Saturday in Whitewater will be rainy with a high of 52. Sunrise is 6:43 AM and sunset 7:16 PM, for 12h 32m 49s of daytime. The moon is a waxing gibbous with 97.8% of its visible disk illuminated.
On this day in 1981, the Solidarity movement in Poland stages a warning strike, in which at least 12 million Poles walk off their jobs for four hours.
Recommended for reading in full —
Shawn Hubler, Tim Arango, and Anemona Hartocollis report U.S.C. Agrees to Pay $1.1 Billion to Patients of Gynecologist Accused of Abuse (‘The staggering sum — a combination of three sets of settlements with hundreds of alleged victims of Dr. George Tyndall — sets a record for collegiate sex abuse payouts’):
“On one hand, it really exemplifies the gravity of what Tyndall’s survivors had to experience, and really set in stone our truth as to what occurred,” said Ms. Morgan, now a 27-year-old lawyer. “But it’s also a really grueling reminder of the price tag U.S.C. was willing to put on our safety and our mental health.”
John C. Manly, who represented the third group of plaintiffs, said that “the reason U.S.C. paid this money was that there was culpability — they knew early on, in the early ’90s and all the way through his tenure that this was happening.”
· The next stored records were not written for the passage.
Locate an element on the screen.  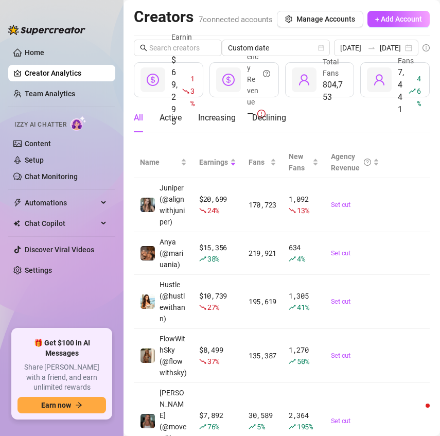
span: 76 % is located at coordinates (213, 426).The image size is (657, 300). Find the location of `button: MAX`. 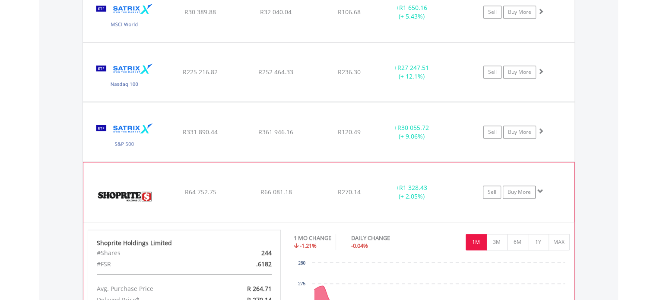

button: MAX is located at coordinates (559, 242).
This week’s settlement, which he said would be distributed among the plaintiffs in awards ranging from about $250,000 to several million dollars, will provide by far the largest per-victim payout, he said. But combined, the outcome of the litigation sends a message, he added: “If you’re an institution of higher education, you will pay if you do this.”
Anne Applebaum describes The Science of Making Americans Hurt Their Own Country:
The problem is not only the outgrowth of the peculiar climate created by Donald Trump—however simple and satisfying such an explanation might be. Think, for a moment, about why the Russian state indulges in this kind of activity, year in and year out, despite the political costs and the risk of sanctions: Because it’s very cheap, it’s very easy, and a lot of evidence suggests that it works.
For decades now, Russian security services have studied a concept called “reflexive control”—the science of how to get your enemies to make mistakes. To be successful, practitioners must first analyze their opponents deeply, to understand where they get their information and why they trust it; then they need to find ways of playing with those trusted sources, in order to insert errors and mistakes. This way of thinking has huge implications for the military; consider how a piece of incorrect information might get a general to make a mistake. But it works in politics too. The Russian security services have now studied us and worked out (it probably wasn’t very hard) that large numbers of Americans—not only Fox News pundits and OANN broadcasters but also members of Congress—are very happy to accept sensational information, however tainted, from any source that happens to provide it. As long as it suits their partisan frames, and as long as it can be used against their opponents, they don’t care who invented it or for what purpose.
As a result, supplying an edited audiotape or a piece of false evidence to one of the bottom-feeders of the information ecosystem is incredibly easy; after that, others will ensure that it rises up the food chain. Russian disinformation doesn’t succeed thanks to the genius of Russians; it succeeds thanks to the sharp partisanship of Americans. Russian disinformation works because Americans allow it to work—and because those same Americans don’t care anymore about the harm they do to their country.